The next day I returned to Lima and this time stayed at Miraflores, the place modestly famous as the rich part of Lima.  OK: let’s replace “rich” once again with upscale.  I’m prepping for my real-estate broker’s license.  Anyway, I came in at night but a few minutes later went for a walk.   Miraflores felt strange because it felt normal.  The streets were wide.  The pavements were unbroken.  There were no speed bumps.  Traffic flowed normally, and nobody was honking.  Perhaps they didn’t have to, because the streets were wide enough that cars weren’t forced to pass within six inches of each other.  I didn’t see litter scattered or piled up.  There were lots of trees and lots of small parks.  

 

The next morning I realized that I was less than a mile from the ocean but couldn’t see it even from the coffee shop on the 13th floor of my hotel.  I thought I was in Sao Paulo.  I found some single-family residences, and although they were in good shape they also had electric fencing or at least tall iron fences with wicked spikes.  At eight o’clock on a weekday morning the streets were crowded, and people did honk more than they do where I live in Oklahoma.  

Still, there are degrees.  There was so little trash on the streets that street sweepers spent their time picking up leaves. I walked into a supermarket, part of a chain that would be high-end in Houston or Seattle, and I thought of the Russian women I once read about who in Soviet times would enter an American supermarket for the first time and start screaming.   The main difference between this supermarket and a Whole Foods was that here people talked more and smiled more.  It’s weird, because Americans spend so much money on their teeth but don’t smile much, except when they’re looking at a camera.
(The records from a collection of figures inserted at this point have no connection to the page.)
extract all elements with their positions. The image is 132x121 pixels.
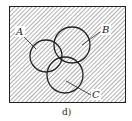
label-c: C <box>92 89 100 100</box>
caption: d) <box>62 107 71 117</box>
label-a: A <box>15 26 23 37</box>
label-b: B <box>101 24 109 35</box>
venn-diagram: A B C d) <box>0 0 132 121</box>
universe-rect <box>10 7 126 103</box>
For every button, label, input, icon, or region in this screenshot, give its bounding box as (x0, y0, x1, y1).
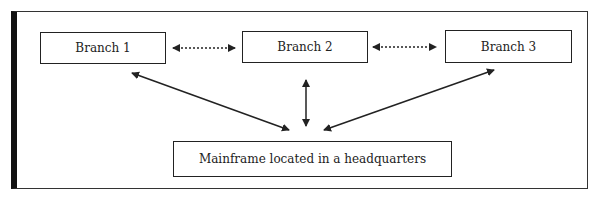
arrow-mainframe-branch1 (132, 73, 289, 130)
arrow-mainframe-branch3 (324, 70, 494, 130)
connectors (0, 0, 598, 198)
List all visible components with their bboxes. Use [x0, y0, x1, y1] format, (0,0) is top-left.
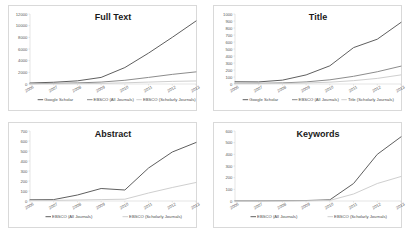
y-tick-label: 6000: [18, 47, 28, 52]
y-tick-label: 0: [25, 199, 28, 204]
legend-label: EBSCO (All Journals): [52, 214, 93, 219]
x-tick-label: 2011: [143, 201, 154, 210]
y-tick-label: 400: [225, 152, 233, 157]
legend-label: EBSCO (All Journals): [94, 97, 135, 102]
y-tick-label: 400: [20, 159, 28, 164]
series-line: [235, 177, 401, 201]
x-tick-label: 2007: [253, 84, 264, 93]
legend-label: EBSCO (All Journals): [257, 214, 298, 219]
series-line: [235, 22, 401, 82]
series-line: [30, 143, 196, 200]
x-tick-label: 2009: [95, 84, 106, 93]
y-tick-label: 200: [20, 179, 28, 184]
y-tick-label: 700: [225, 33, 233, 38]
series-line: [235, 66, 401, 83]
legend-label: EBSCO (Scholarly Journals): [143, 97, 196, 102]
x-tick-label: 2008: [71, 201, 82, 210]
plot-area-title: 0100200300400500600700800900100020062007…: [205, 0, 410, 117]
x-tick-label: 2011: [348, 84, 359, 93]
x-tick-label: 2011: [348, 201, 359, 210]
y-tick-label: 500: [225, 47, 233, 52]
x-tick-label: 2013: [190, 201, 201, 210]
y-tick-label: 900: [225, 19, 233, 24]
y-tick-label: 1000: [223, 12, 233, 17]
y-tick-label: 0: [230, 82, 233, 87]
plot-area-full-text: 0200040006000800010000120002006200720082…: [0, 0, 205, 117]
y-tick-label: 400: [225, 54, 233, 59]
x-tick-label: 2009: [95, 201, 106, 210]
y-tick-label: 100: [225, 187, 233, 192]
chart-panel-full-text: 0200040006000800010000120002006200720082…: [0, 0, 205, 117]
x-tick-label: 2010: [119, 84, 130, 93]
y-tick-label: 600: [225, 129, 233, 134]
x-tick-label: 2012: [166, 84, 177, 93]
y-tick-label: 500: [20, 149, 28, 154]
x-tick-label: 2010: [119, 201, 130, 210]
chart-title: Title: [309, 12, 327, 22]
chart-panel-keywords: 0100200300400500600200620072008200920102…: [205, 117, 410, 234]
x-tick-label: 2013: [190, 84, 201, 93]
y-tick-label: 4000: [18, 58, 28, 63]
y-tick-label: 600: [225, 40, 233, 45]
x-tick-label: 2008: [276, 201, 287, 210]
x-tick-label: 2007: [48, 201, 59, 210]
x-tick-label: 2013: [395, 201, 406, 210]
y-tick-label: 0: [230, 199, 233, 204]
y-tick-label: 12000: [16, 12, 28, 17]
legend-label: Title (Scholarly Journals): [348, 97, 395, 102]
y-tick-label: 200: [225, 175, 233, 180]
y-tick-label: 200: [225, 68, 233, 73]
chart-title: Keywords: [296, 129, 339, 139]
y-tick-label: 100: [20, 189, 28, 194]
chart-panel-title: 0100200300400500600700800900100020062007…: [205, 0, 410, 117]
chart-svg-full-text: 0200040006000800010000120002006200720082…: [0, 0, 205, 117]
legend-label: EBSCO (All Journals): [299, 97, 340, 102]
x-tick-label: 2009: [300, 201, 311, 210]
x-tick-label: 2012: [371, 201, 382, 210]
x-tick-label: 2007: [253, 201, 264, 210]
chart-title: Full Text: [95, 12, 131, 22]
x-tick-label: 2010: [324, 84, 335, 93]
y-tick-label: 500: [225, 140, 233, 145]
x-tick-label: 2008: [71, 84, 82, 93]
series-line: [30, 21, 196, 83]
chart-panel-abstract: 0100200300400500600700200620072008200920…: [0, 117, 205, 234]
y-tick-label: 700: [20, 129, 28, 134]
y-tick-label: 2000: [18, 70, 28, 75]
x-tick-label: 2007: [48, 84, 59, 93]
y-tick-label: 800: [225, 26, 233, 31]
y-tick-label: 300: [225, 61, 233, 66]
chart-svg-abstract: 0100200300400500600700200620072008200920…: [0, 117, 205, 234]
legend-label: EBSCO (Scholarly Journals): [334, 214, 387, 219]
y-tick-label: 100: [225, 75, 233, 80]
x-tick-label: 2011: [143, 84, 154, 93]
plot-area-abstract: 0100200300400500600700200620072008200920…: [0, 117, 205, 234]
series-line: [235, 137, 401, 201]
y-tick-label: 10000: [16, 23, 28, 28]
y-tick-label: 8000: [18, 35, 28, 40]
series-line: [235, 75, 401, 84]
legend-label: Google Scholar: [44, 97, 73, 102]
y-tick-label: 300: [225, 164, 233, 169]
chart-title: Abstract: [95, 129, 132, 139]
x-tick-label: 2012: [166, 201, 177, 210]
x-tick-label: 2009: [300, 84, 311, 93]
x-tick-label: 2010: [324, 201, 335, 210]
plot-area-keywords: 0100200300400500600200620072008200920102…: [205, 117, 410, 234]
y-tick-label: 0: [25, 82, 28, 87]
series-line: [30, 183, 196, 201]
y-tick-label: 600: [20, 139, 28, 144]
chart-grid: 0200040006000800010000120002006200720082…: [0, 0, 410, 234]
x-tick-label: 2008: [276, 84, 287, 93]
y-tick-label: 300: [20, 169, 28, 174]
x-tick-label: 2013: [395, 84, 406, 93]
chart-svg-title: 0100200300400500600700800900100020062007…: [205, 0, 410, 117]
legend-label: EBSCO (Scholarly Journals): [129, 214, 182, 219]
chart-svg-keywords: 0100200300400500600200620072008200920102…: [205, 117, 410, 234]
legend-label: Google Scholar: [249, 97, 278, 102]
x-tick-label: 2012: [371, 84, 382, 93]
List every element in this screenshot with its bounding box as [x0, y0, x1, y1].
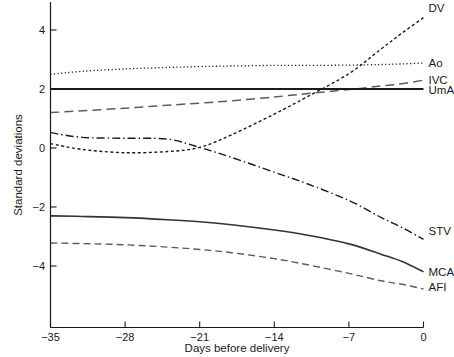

This sociability shouldn’t have surprised me after the plaza in Chiclayo, but it did.

A day later I was gazing down at subdivision after subdivision in the suburbs around Miami and Dallas.  I could isolate single homes, and I could imagine happy families and unhappy families or, to use a more statistically precise word, households.  From 10,000 feet or more, what I really thought of, once again, was social insects.  Yes, that’s an affront to the mythology of the home of the brave and the land of the free, but be real.   No wonder we don’t smile much.